And we begin with this:
The US first edition of Dennis Lehane's debut novel, A Drink Before the War, published by Harcourt Brace & Company in hardback in 1994; dustjacket – and book – designed by Camilla Filancia and featuring a Robert Capa photograph on the front. Note the 'US' there; ordinarily I tend to collect British first editions, but here I had the opportunity to grab myself an American first edition – and first impression – so I took it, for a couple of reasons. For one, A Drink Before the War wasn't published in hardback in the UK until 2000. Bantam initially picked it up for a UK paperback edition in 1995, but it didn't make it into hardback in the UK until Severn House issued it in 2000. I picked up an ex-library copy of that edition back in July, but, y'know; when there's a six-year gap between the US and the UK edition, there's something about owning a true first that can't be beat.

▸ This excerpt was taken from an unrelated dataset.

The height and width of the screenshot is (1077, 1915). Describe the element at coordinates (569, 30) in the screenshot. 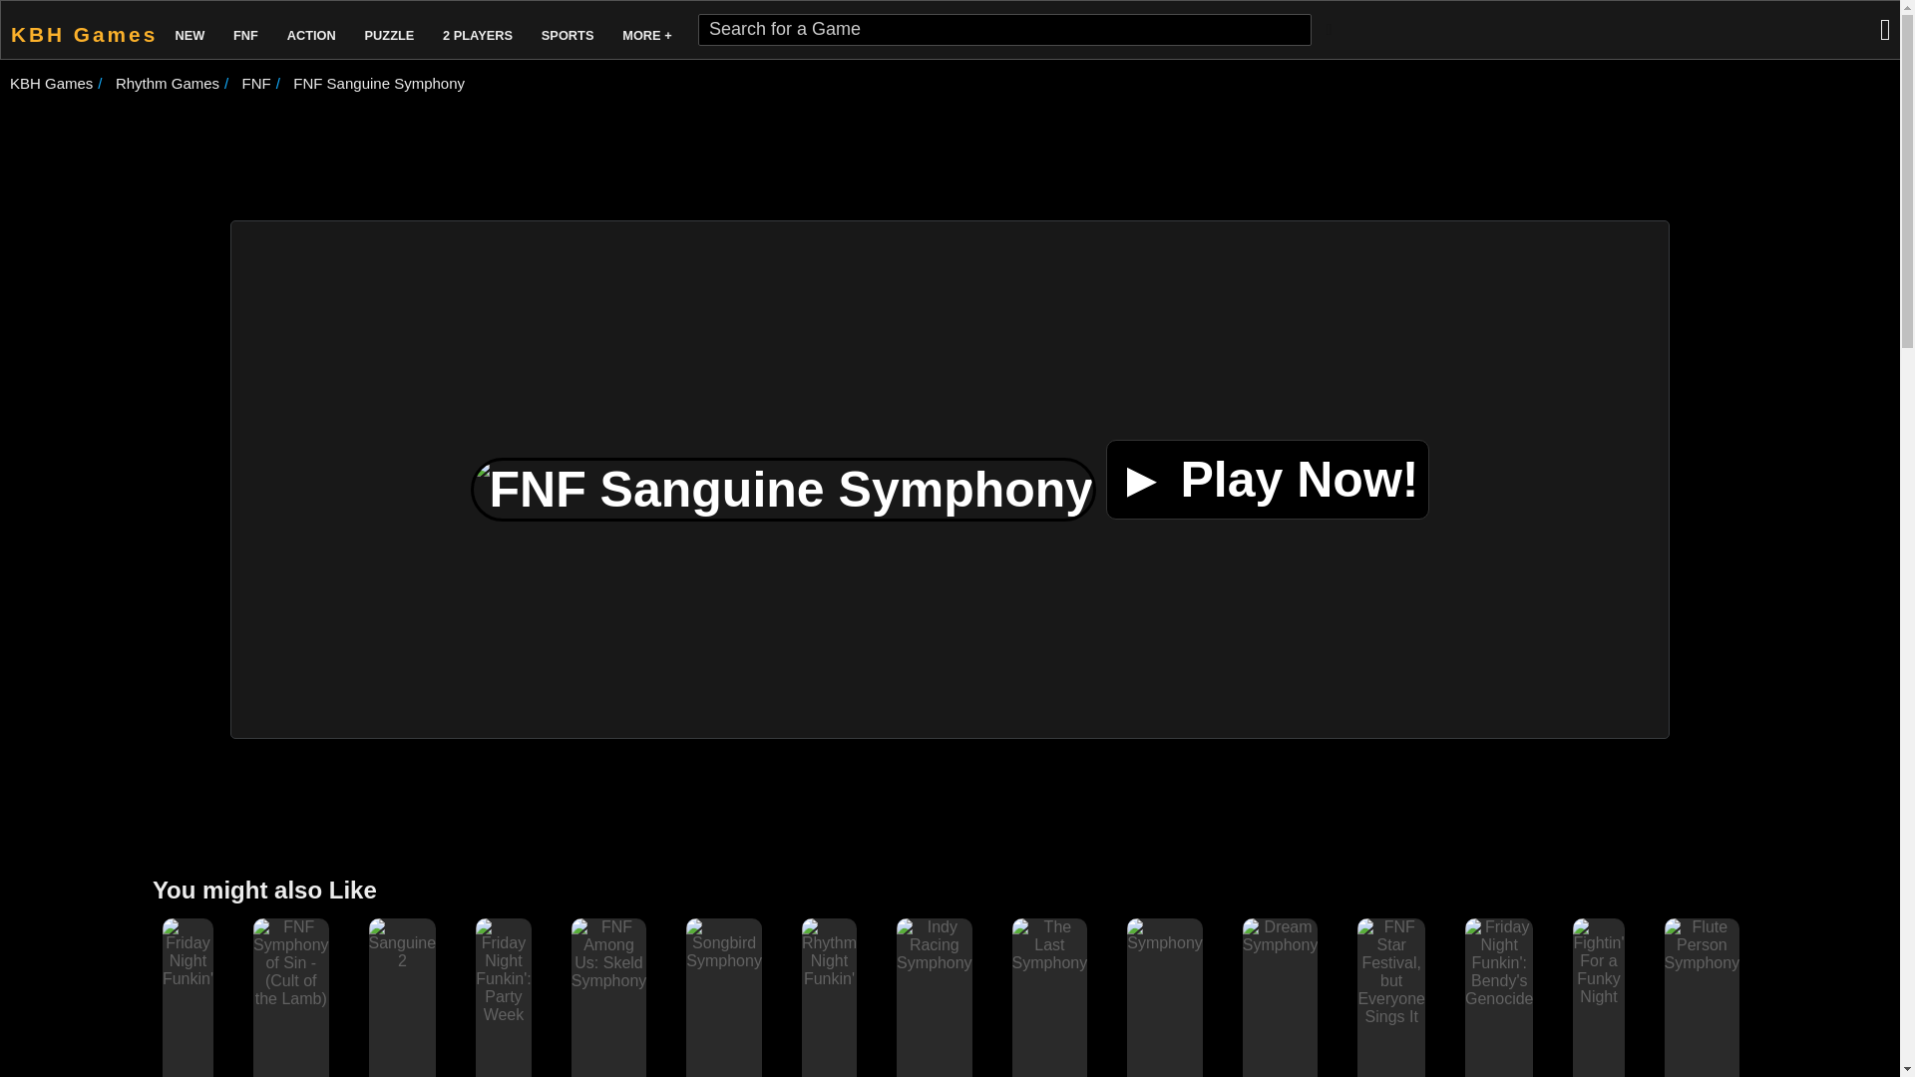

I see `SPORTS` at that location.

And the other reason, was this:
It's a signed copy. And signed US first editions don't come along too often here in the UK, at least not at an affordable price. There's one signed US first of A Drink Before the War listed from a UK seller on AbeBooks for £85, but other than that it'd be a question of tracking one down from a US dealer, which would mean shipping on top. I didn't pay anything like that for this copy, so it's quite a find.

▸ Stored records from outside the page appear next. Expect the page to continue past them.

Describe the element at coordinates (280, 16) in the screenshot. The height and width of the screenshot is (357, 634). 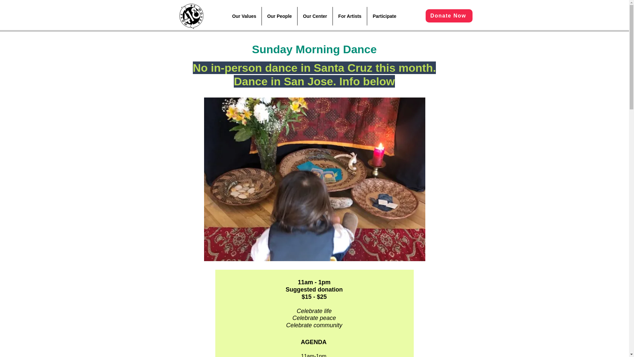
I see `Our People` at that location.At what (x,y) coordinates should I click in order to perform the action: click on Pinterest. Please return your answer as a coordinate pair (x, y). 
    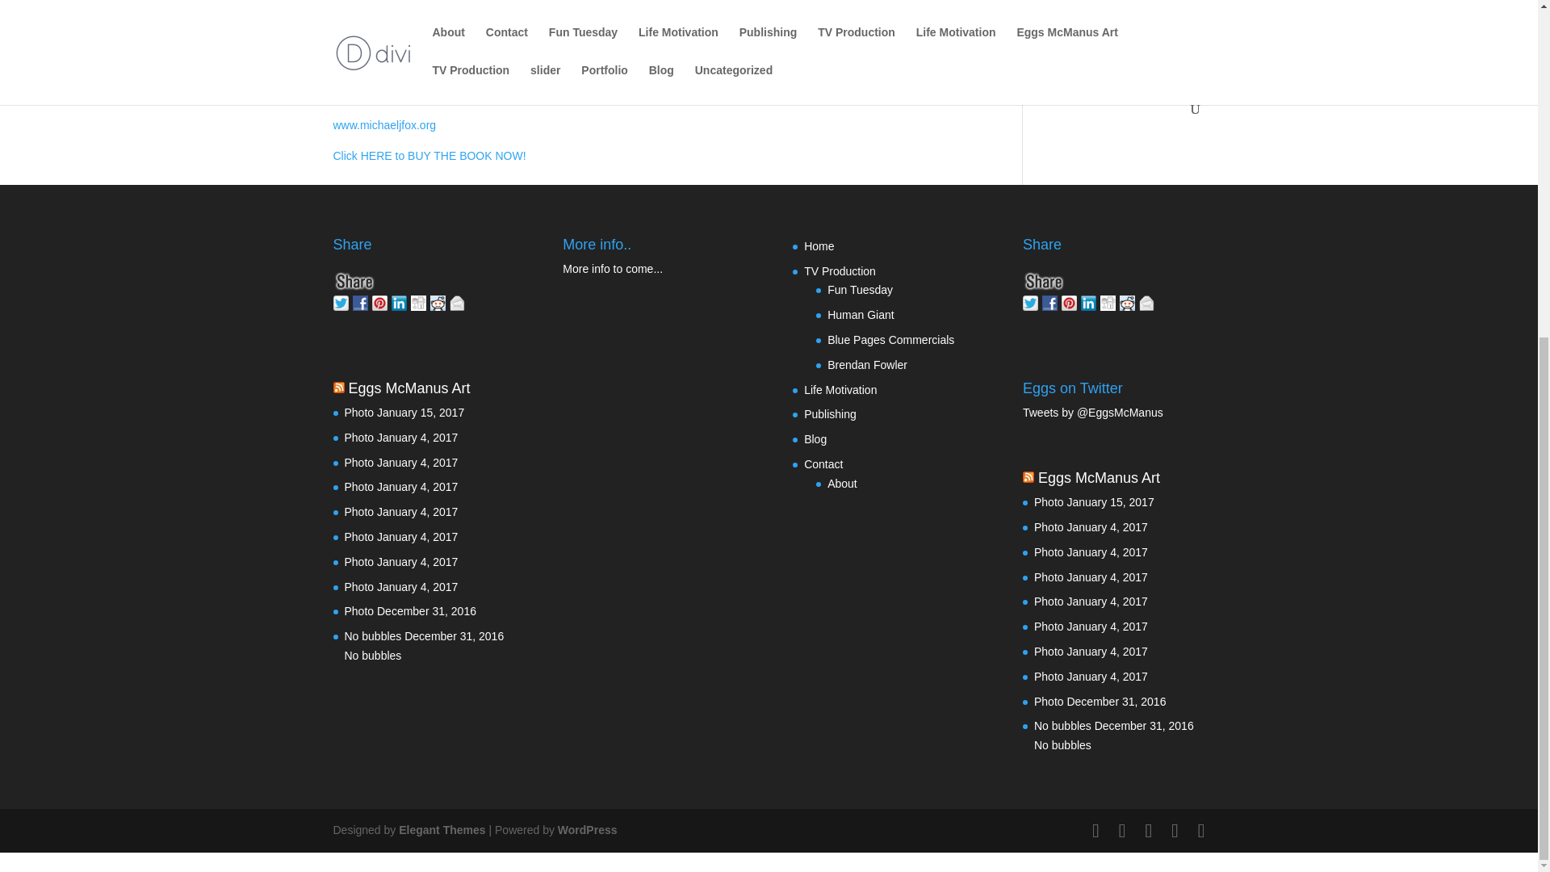
    Looking at the image, I should click on (381, 300).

It's also quite a debut. My only exposure to Kenzie and Gennaro prior to reading A Drink Before the War was via Ben Affleck's 2007 movie adaptation of the fourth book in the series, Gone, Baby, Gone. But Casey Affleck's mannered, mumbling portrayal of Patrick Kenzie in that film doesn't really chime with the caustic, sarcastic Kenzie of this first book. And as A Drink Before the War is written in the first person, we get much more of an insight into how Kenzie views the world – which is to say, thoroughly cynically, and through a veil of black humour. We also learn more about his partner – not to mention the object of his unrequited desire – Angie Gennaro. In Affleck's film she's little more than a cipher, but in this first novel she's authentically conflicted: a hard-assed operator when it comes to investigating, and yet also a bit of a punching bag for her abusive husband. Crucially, she also acts as a great counterpoint to Kenzie, so that instead of merely getting an internal monologue from our narrator, we get plenty of sparky two-handers too.
The plot revolves around documents stolen from a Boston politician, which Kenzie and Gennaro are hired to find, but that's just a peg on which to hang a startlingly bleak portrayal of mid-'90s urban America, which in Lehane's hands becomes a hellish vision of poverty, corruption, uncontrolled gangs and escalating violence. This ain't the cosy Boston us Brits are familiar with through Cheers; this is the city as war zone. Reading this novel, it sounds like the worst place to live on Earth. (If there are any Bostonians in the audience, please, enlighten me: is it really that bad?) Nevertheless, Lehane's picture of the city is so vivid and convincing it compels you to keep reading, whether he's describing the neighbourhoods and inhabitants of Boston and how they're divided along racial and economic lines, or simply relating how hard it is to park there. And there are some gripping set pieces to boot, including a shoot-out at a train station – featuring Kenzie and Gennaro's amusingly psychotic 'muscle', Bubba Rogowski – and another in cars and on foot around various slums.
The grand thing, to me, about the film version of "Gone, Baby, Gone" is that, somehow, Affleck made the film look almost exactly the way I pictured things when I read the novel! The casting of the two leads was a little off, but everything else was dead on.
ReplyDeleteYes, Lehane makes Boston look as bad as Loren Estleman makes Detroit look in his Amos Walker and other novels. I'm waiting for someone (maybe me) who will tell the truth about what a cesspool New Orleans is.